Fourth, Reformed Christianity offers the assurance of our piety. Have you gone to your local Christian bookstore lately or received a catalog in the mail from the large publishers? What’s in them? Mostly Christian living, right? But it’s what some have called law-light. You know, how to be a better you, finding your purpose in life, Christian dieting, women’s issues, men’s issues, teen issues, how to get over your issues with having issues.

The Reformed Christian faith is not merely a bunch of doctrine. It’s not merely head knowledge. As my friend and mentor, Joel Beeke, describes our faith, it is a religion of head, heart, and hands. Our life is described so wonderfully by the two opening questions of the two great Reformed catechisms. The Heidelberg Catechism opens, “What is your only comfort in life and in death? That I, with body and soul, both in life and in death, am not my own, but belong to my faithful Savior Jesus Christ.” We belong to the Lord; we are his bondservants. The Westminster Shorter Catechism opens, “What is the chief end of man? Man’s chief end is to glorify God and to enjoy him forever.” We exist as clay, molded for the maker’s pleasure.

People walk into our churches beat down, ashamed, defeated. We get to say to them that God makes the dead alive, the blind to see, the enemy his friend.
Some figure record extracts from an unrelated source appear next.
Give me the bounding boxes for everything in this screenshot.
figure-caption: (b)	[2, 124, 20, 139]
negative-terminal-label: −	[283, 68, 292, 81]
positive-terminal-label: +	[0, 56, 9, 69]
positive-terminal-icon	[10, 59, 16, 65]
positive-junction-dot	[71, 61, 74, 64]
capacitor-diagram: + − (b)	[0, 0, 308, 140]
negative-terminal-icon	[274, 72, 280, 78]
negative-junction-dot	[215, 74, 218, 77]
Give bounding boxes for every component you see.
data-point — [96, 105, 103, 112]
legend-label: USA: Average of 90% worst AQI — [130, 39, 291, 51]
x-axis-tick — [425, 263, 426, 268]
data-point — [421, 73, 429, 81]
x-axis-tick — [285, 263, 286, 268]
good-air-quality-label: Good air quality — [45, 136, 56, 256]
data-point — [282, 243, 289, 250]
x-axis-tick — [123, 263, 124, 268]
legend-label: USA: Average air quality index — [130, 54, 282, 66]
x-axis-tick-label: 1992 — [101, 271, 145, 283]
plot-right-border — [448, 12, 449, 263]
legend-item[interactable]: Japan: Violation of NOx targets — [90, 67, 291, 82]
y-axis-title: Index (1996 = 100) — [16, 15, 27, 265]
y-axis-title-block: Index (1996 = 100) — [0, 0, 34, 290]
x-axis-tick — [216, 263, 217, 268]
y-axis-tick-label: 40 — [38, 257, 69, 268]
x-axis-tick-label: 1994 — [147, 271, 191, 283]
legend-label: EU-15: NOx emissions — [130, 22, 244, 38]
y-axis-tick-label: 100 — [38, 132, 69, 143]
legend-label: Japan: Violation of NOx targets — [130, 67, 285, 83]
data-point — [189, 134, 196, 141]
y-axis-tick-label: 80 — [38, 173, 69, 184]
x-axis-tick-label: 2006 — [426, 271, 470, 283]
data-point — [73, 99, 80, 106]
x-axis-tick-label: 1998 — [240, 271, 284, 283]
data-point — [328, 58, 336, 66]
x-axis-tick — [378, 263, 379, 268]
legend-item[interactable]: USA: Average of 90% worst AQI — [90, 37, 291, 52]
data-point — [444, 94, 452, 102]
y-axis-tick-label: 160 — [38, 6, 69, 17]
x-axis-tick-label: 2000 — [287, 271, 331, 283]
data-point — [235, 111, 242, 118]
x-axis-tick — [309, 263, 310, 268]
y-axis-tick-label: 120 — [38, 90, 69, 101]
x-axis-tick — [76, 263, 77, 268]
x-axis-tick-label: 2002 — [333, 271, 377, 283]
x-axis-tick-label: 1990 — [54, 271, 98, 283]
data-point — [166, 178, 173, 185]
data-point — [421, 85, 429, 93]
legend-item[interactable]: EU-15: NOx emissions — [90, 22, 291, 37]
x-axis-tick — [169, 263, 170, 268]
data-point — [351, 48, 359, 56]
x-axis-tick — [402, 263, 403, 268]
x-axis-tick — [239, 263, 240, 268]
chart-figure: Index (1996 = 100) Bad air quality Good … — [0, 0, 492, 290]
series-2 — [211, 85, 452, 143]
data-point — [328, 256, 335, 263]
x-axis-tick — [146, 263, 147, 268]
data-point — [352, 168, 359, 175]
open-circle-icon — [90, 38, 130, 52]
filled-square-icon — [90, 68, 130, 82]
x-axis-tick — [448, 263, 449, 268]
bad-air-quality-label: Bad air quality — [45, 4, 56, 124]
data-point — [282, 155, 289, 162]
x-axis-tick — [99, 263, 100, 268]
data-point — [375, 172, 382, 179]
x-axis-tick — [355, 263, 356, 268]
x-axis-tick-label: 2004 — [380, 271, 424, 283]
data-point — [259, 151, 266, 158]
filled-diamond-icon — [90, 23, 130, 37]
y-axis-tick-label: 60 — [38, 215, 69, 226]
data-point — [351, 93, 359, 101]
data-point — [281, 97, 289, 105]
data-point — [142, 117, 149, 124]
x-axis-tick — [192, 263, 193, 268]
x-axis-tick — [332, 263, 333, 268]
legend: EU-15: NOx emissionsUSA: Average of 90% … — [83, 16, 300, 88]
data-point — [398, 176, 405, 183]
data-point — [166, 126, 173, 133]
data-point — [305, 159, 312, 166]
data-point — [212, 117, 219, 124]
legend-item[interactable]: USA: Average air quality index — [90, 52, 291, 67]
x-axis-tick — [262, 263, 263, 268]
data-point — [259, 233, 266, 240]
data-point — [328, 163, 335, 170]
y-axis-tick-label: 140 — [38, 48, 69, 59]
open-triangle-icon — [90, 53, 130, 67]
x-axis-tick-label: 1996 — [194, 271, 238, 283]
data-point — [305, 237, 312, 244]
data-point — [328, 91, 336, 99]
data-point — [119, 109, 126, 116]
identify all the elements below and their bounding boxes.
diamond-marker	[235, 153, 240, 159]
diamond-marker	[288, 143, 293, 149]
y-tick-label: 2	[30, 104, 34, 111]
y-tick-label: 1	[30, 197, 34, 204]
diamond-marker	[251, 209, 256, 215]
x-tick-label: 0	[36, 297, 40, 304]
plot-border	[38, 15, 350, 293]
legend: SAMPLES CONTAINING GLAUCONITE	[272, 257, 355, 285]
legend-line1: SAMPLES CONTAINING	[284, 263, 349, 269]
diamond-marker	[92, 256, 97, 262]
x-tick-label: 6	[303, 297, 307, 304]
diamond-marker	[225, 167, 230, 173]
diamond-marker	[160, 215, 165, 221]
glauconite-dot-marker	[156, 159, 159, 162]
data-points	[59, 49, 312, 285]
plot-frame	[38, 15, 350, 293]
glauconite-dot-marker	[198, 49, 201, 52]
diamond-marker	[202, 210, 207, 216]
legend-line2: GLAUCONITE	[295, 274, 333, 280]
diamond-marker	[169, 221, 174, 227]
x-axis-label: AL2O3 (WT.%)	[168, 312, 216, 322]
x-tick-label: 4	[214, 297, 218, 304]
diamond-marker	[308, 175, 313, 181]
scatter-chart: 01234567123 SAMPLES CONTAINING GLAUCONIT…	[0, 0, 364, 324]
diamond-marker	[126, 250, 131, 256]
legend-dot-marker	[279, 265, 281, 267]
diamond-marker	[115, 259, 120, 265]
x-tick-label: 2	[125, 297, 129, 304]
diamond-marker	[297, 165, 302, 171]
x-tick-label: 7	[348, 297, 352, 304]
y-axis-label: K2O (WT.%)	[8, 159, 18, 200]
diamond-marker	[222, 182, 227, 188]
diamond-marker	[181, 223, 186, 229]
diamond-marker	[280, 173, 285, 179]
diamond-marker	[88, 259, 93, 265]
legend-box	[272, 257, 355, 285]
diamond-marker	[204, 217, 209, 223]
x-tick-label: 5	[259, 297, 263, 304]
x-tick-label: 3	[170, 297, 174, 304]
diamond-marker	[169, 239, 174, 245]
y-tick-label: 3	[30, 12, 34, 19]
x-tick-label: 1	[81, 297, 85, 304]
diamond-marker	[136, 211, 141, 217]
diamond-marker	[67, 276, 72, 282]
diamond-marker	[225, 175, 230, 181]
And now that you belong to him, live with joy and gratitude to the glory and praise of your maker and redeemer.

As you conclude reading this article and we go our separate ways, I pray you will be equipped to be used of God to communicate the truth of that great hymn to all unbelievers, pilgrims, and outcasts who walk through your church’s doors: “I once was lost, but now I’m found; was blind, but now I see.”

Rev. Daniel Hyde is the pastor of Oceanside United Reformed Church in Carlsbad, CA.